Piasa is holding an auction dedicated to drawings, old paintings, furniture and decorative arts. The sale will take place on September 21, 2022 and features an important XIXth century ormolu mounted and marbles chimney-piece, commissioned by the Prince Bibesco for his hôtel particulier.
Georges Bibesco, Charles Le Cœur and Auguste Renoir
Georges Bibesco (1834-1902) came from one of the most prominent families in Romania. His father, Prince George Demetere Bibesco, was elected Prince in 1843, before abdicating in 1848, following the Romanian insurrection. The young prince, sent to Paris at a very early age, had Victor Duruy (1811-1894) as his tutor. Duruy was Minister of Public Instruction under the Second Empire from 1863 to 1869, and a great friend of Charles le Coeur. The two men had met at the Château de Menars, home of Princess Valentine de Caraman-Chimay (1839-1914) who later became the wife of Prince Georges Bibesco.
Charles Le Cœur, who graduated from the Beaux-Arts de Paris in 1856, was appointed government architect thanks to his proximity to Victor Duruy. As such, he designed the main high schools in Paris, such as the Condorcet and Louis-le-Grand schools, as well as the architecture of the Vichy casino.
At the end of the 1860s, a close relationship was established between Charles Le Cœur and Renoir thanks to the friendship that the painter had with the Le Cœur family. Charles Le Cœur became one of Renoir's first patrons, as shown by the portrait of the architect in the Musée d'Orsay.
L’hôtel particulier du 22, Avenue de La Tour-Maubourg
In 1868, during a stay in Algeria, Prince Georges Bibesco commissioned Charles Le Coeur to build a hôtel particulier. The project was "a residence for a bachelor lord, including a large space for reception rooms". He placed this residence in the tradition of 18th century hôtels particuliers, influenced at the time by the "eclecticism" in vogue at the end of the 19th century.
In 1869, Prince Georges Bibesco bought a parcel of land at 22, boulevard de la Tour Maubourg and construction began in 1869. The hotel was delivered at the beginning of 1872.
Renoir was involved in the project from the beginning, delivering ceiling designs in 1868.
Renoir's only collaboration with Le Cœur was for the large fencing room, which Georges Bibesco had chosen to dedicate to the heraldic evocation of his family. The ceiling, as shown in a watercolour by Charles Le Coeur in the Musée d'Orsay, was painted with all the Bibesco family emblems.
The subject of our chimney piece, painted by Renoir, was the emblem created at the end of the 17th century by Constantin Bassaraba Brancovan, who was beheaded by the Turks with his four sons in 1714 and which was: "d’azur, au chevalier romain au naturel monté sur un cheval d’argent et tenant une épée d’argent qui supporte de sa pointe une tête de Maure, le tour terrassé de sinople". This subject, in one of the most important rooms of the house, exalted chivalrous virtues and was also a portrait of an ancestor and a heraldic support. The chimneypiece is decorated with the Bibesco emblem and the prince's cipher, which are two intertwined Gs. However, Renoir softens the subject with two female nudes in the foreground, inspired by the decoration of the War Room in Versailles by Coysevox.
This room, with its fireplace, its painted decor, and the exceptional materials used, was the highlight of the armoury, as desired by the prince himself.
After the 1870 war, the hotel was extended by Prince Georges Bibesco, who added new stables in 1874. In 1875, his marriage to Princess Valentine de Caraman-Chimay, a young German divorcee, caused a scandal. Ostracized by the high society of the time, Prince Georges had to give his hotel to his elder brother, Prince Grégoire Bibesco (1827-1886), father of the poet Anna de Noailles, who was born in this hôtel particulier in 1876.
The hotel was finally sold in 1877 to Princess Constantin Radziwill née Louise Blanc, the wealthy heiress of Edmond Blanc, founder of the sea baths company, and mother of Prince Leon Radziwill.
According to Le Coeur, this was his best private project, and the only one he ever showed to the public in an exhibition at the Société des Amis des Arts in Pau in 1873.
Today, the building has been demolished and replaced by a contemporary construction.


Extract the records in full, leaving every picture out.

START DATA EXTRACT

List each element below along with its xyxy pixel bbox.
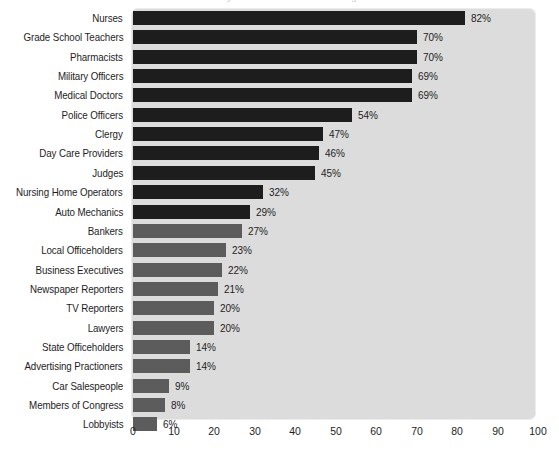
bar-value-label: 14% (196, 340, 216, 354)
bar (133, 185, 263, 199)
bar-value-label: 22% (228, 263, 248, 277)
bar (133, 243, 226, 257)
bar-row: 70% (131, 50, 537, 64)
x-axis-tick-label: 70 (411, 424, 423, 438)
x-axis-tick-label: 60 (370, 424, 382, 438)
bar (133, 340, 190, 354)
bar (133, 166, 315, 180)
category-label: Judges (92, 166, 123, 180)
category-label: Day Care Providers (39, 146, 123, 160)
bar-row: 82% (131, 11, 537, 25)
x-axis: 0102030405060708090100 (131, 424, 537, 444)
bar-row: 23% (131, 243, 537, 257)
category-label: Medical Doctors (54, 88, 123, 102)
bar-value-label: 23% (232, 243, 252, 257)
category-label: Local Officeholders (41, 243, 123, 257)
category-label: Members of Congress (29, 398, 123, 412)
bar (133, 69, 412, 83)
bar (133, 205, 250, 219)
bar (133, 282, 218, 296)
bar-value-label: 82% (471, 11, 491, 25)
bar-row: 69% (131, 88, 537, 102)
bar (133, 379, 169, 393)
bar (133, 301, 214, 315)
category-label: Nursing Home Operators (17, 185, 123, 199)
category-label: Newspaper Reporters (30, 282, 123, 296)
x-axis-tick-label: 20 (208, 424, 220, 438)
x-axis-tick-label: 10 (168, 424, 180, 438)
bar-value-label: 27% (248, 224, 268, 238)
bar-value-label: 45% (321, 166, 341, 180)
bar (133, 88, 412, 102)
bar-row: 9% (131, 379, 537, 393)
x-axis-tick-label: 100 (529, 424, 546, 438)
bar-row: 54% (131, 108, 537, 122)
category-label: Advertising Practioners (25, 359, 123, 373)
bar-row: 70% (131, 30, 537, 44)
bar-value-label: 20% (220, 301, 240, 315)
category-label: TV Reporters (66, 301, 123, 315)
category-label: Military Officers (57, 69, 123, 83)
x-axis-tick-label: 90 (492, 424, 504, 438)
bar (133, 108, 352, 122)
category-label: Lawyers (87, 321, 123, 335)
bar (133, 321, 214, 335)
bar-row: 29% (131, 205, 537, 219)
category-label: Grade School Teachers (23, 30, 123, 44)
bar-row: 69% (131, 69, 537, 83)
category-label: State Officeholders (42, 340, 123, 354)
category-axis-labels: NursesGrade School TeachersPharmacistsMi… (0, 11, 128, 417)
bar-row: 14% (131, 359, 537, 373)
bar-value-label: 14% (196, 359, 216, 373)
bar-value-label: 9% (175, 379, 189, 393)
x-axis-tick-label: 80 (451, 424, 463, 438)
bar-value-label: 70% (423, 30, 443, 44)
bar-row: 32% (131, 185, 537, 199)
category-label: Bankers (88, 224, 123, 238)
bar (133, 224, 242, 238)
bar (133, 398, 165, 412)
bar-value-label: 8% (171, 398, 185, 412)
bar-row: 46% (131, 146, 537, 160)
bar (133, 127, 323, 141)
bar-value-label: 20% (220, 321, 240, 335)
bar-chart: Honesty and Ethical Standards Ratings Nu… (0, 0, 559, 451)
bar-value-label: 54% (358, 108, 378, 122)
bar-value-label: 32% (269, 185, 289, 199)
bar-row: 22% (131, 263, 537, 277)
bar (133, 359, 190, 373)
bar-value-label: 29% (256, 205, 276, 219)
bar-row: 14% (131, 340, 537, 354)
bar-value-label: 69% (418, 88, 438, 102)
category-label: Car Salespeople (52, 379, 123, 393)
bar (133, 50, 417, 64)
bar (133, 11, 465, 25)
category-label: Auto Mechanics (55, 205, 123, 219)
bar-value-label: 70% (423, 50, 443, 64)
bar-row: 45% (131, 166, 537, 180)
bars-layer: 82%70%70%69%69%54%47%46%45%32%29%27%23%2… (131, 11, 537, 417)
category-label: Clergy (95, 127, 123, 141)
bar-row: 21% (131, 282, 537, 296)
bar-row: 27% (131, 224, 537, 238)
category-label: Police Officers (62, 108, 123, 122)
category-label: Nurses (93, 11, 123, 25)
bar-value-label: 21% (224, 282, 244, 296)
bar-value-label: 46% (325, 146, 345, 160)
bar-row: 8% (131, 398, 537, 412)
bar (133, 263, 222, 277)
x-axis-tick-label: 0 (130, 424, 136, 438)
bar-value-label: 47% (329, 127, 349, 141)
category-label: Business Executives (35, 263, 123, 277)
category-label: Pharmacists (70, 50, 123, 64)
bar-value-label: 69% (418, 69, 438, 83)
x-axis-tick-label: 30 (249, 424, 261, 438)
bar-row: 20% (131, 301, 537, 315)
bar-row: 20% (131, 321, 537, 335)
category-label: Lobbyists (83, 417, 123, 431)
bar (133, 146, 319, 160)
x-axis-tick-label: 50 (330, 424, 342, 438)
bar (133, 30, 417, 44)
x-axis-tick-label: 40 (289, 424, 301, 438)
chart-title: Honesty and Ethical Standards Ratings (0, 0, 559, 2)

END DATA EXTRACT

§ ANSWER SPACE
List each element below along with its xyxy pixel bbox.
bar-value-label: 14% (196, 340, 216, 354)
bar (133, 185, 263, 199)
bar-value-label: 22% (228, 263, 248, 277)
bar (133, 243, 226, 257)
bar-row: 70% (131, 50, 537, 64)
x-axis-tick-label: 70 (411, 424, 423, 438)
x-axis-tick-label: 60 (370, 424, 382, 438)
bar (133, 340, 190, 354)
bar (133, 166, 315, 180)
category-label: Judges (92, 166, 123, 180)
category-label: Day Care Providers (39, 146, 123, 160)
bar-row: 82% (131, 11, 537, 25)
x-axis: 0102030405060708090100 (131, 424, 537, 444)
bar-row: 23% (131, 243, 537, 257)
category-label: Medical Doctors (54, 88, 123, 102)
bar-value-label: 23% (232, 243, 252, 257)
category-label: Local Officeholders (41, 243, 123, 257)
category-label: Members of Congress (29, 398, 123, 412)
bar (133, 69, 412, 83)
bar (133, 205, 250, 219)
bar (133, 282, 218, 296)
bar-value-label: 82% (471, 11, 491, 25)
bar-row: 69% (131, 88, 537, 102)
bar (133, 379, 169, 393)
bar (133, 301, 214, 315)
category-label: Nursing Home Operators (17, 185, 123, 199)
category-label: Newspaper Reporters (30, 282, 123, 296)
x-axis-tick-label: 20 (208, 424, 220, 438)
x-axis-tick-label: 10 (168, 424, 180, 438)
bar-value-label: 27% (248, 224, 268, 238)
bar-value-label: 45% (321, 166, 341, 180)
bar (133, 88, 412, 102)
bar-row: 9% (131, 379, 537, 393)
x-axis-tick-label: 100 (529, 424, 546, 438)
bar-row: 54% (131, 108, 537, 122)
category-label: Advertising Practioners (25, 359, 123, 373)
bar-row: 70% (131, 30, 537, 44)
bar-value-label: 20% (220, 301, 240, 315)
category-label: TV Reporters (66, 301, 123, 315)
category-label: Military Officers (57, 69, 123, 83)
x-axis-tick-label: 90 (492, 424, 504, 438)
bar (133, 108, 352, 122)
category-label: Lawyers (87, 321, 123, 335)
bar (133, 321, 214, 335)
bar-row: 29% (131, 205, 537, 219)
category-label: Grade School Teachers (23, 30, 123, 44)
bar-row: 69% (131, 69, 537, 83)
category-label: State Officeholders (42, 340, 123, 354)
category-axis-labels: NursesGrade School TeachersPharmacistsMi… (0, 11, 128, 417)
bar-row: 14% (131, 359, 537, 373)
bar-value-label: 14% (196, 359, 216, 373)
bar-value-label: 9% (175, 379, 189, 393)
x-axis-tick-label: 80 (451, 424, 463, 438)
bar-value-label: 70% (423, 30, 443, 44)
bar-row: 32% (131, 185, 537, 199)
category-label: Bankers (88, 224, 123, 238)
bar (133, 224, 242, 238)
bar (133, 398, 165, 412)
bar-value-label: 8% (171, 398, 185, 412)
bar-row: 46% (131, 146, 537, 160)
bar (133, 127, 323, 141)
bar-value-label: 20% (220, 321, 240, 335)
bar-chart: Honesty and Ethical Standards Ratings Nu… (0, 0, 559, 451)
bar-value-label: 54% (358, 108, 378, 122)
bar-value-label: 32% (269, 185, 289, 199)
bar-row: 22% (131, 263, 537, 277)
bar (133, 359, 190, 373)
bar-value-label: 29% (256, 205, 276, 219)
bar-row: 14% (131, 340, 537, 354)
bar-value-label: 69% (418, 88, 438, 102)
category-label: Car Salespeople (52, 379, 123, 393)
bar (133, 50, 417, 64)
bar (133, 11, 465, 25)
category-label: Auto Mechanics (55, 205, 123, 219)
bar-value-label: 70% (423, 50, 443, 64)
bar-row: 45% (131, 166, 537, 180)
bars-layer: 82%70%70%69%69%54%47%46%45%32%29%27%23%2… (131, 11, 537, 417)
category-label: Clergy (95, 127, 123, 141)
bar-row: 21% (131, 282, 537, 296)
bar-row: 27% (131, 224, 537, 238)
category-label: Police Officers (62, 108, 123, 122)
category-label: Nurses (93, 11, 123, 25)
bar-value-label: 21% (224, 282, 244, 296)
bar-value-label: 46% (325, 146, 345, 160)
bar-row: 8% (131, 398, 537, 412)
bar (133, 263, 222, 277)
x-axis-tick-label: 0 (130, 424, 136, 438)
bar-value-label: 47% (329, 127, 349, 141)
category-label: Business Executives (35, 263, 123, 277)
category-label: Pharmacists (70, 50, 123, 64)
bar-value-label: 69% (418, 69, 438, 83)
x-axis-tick-label: 30 (249, 424, 261, 438)
bar-row: 20% (131, 301, 537, 315)
bar-row: 20% (131, 321, 537, 335)
category-label: Lobbyists (83, 417, 123, 431)
bar (133, 146, 319, 160)
x-axis-tick-label: 50 (330, 424, 342, 438)
bar (133, 30, 417, 44)
x-axis-tick-label: 40 (289, 424, 301, 438)
chart-title: Honesty and Ethical Standards Ratings (0, 0, 559, 2)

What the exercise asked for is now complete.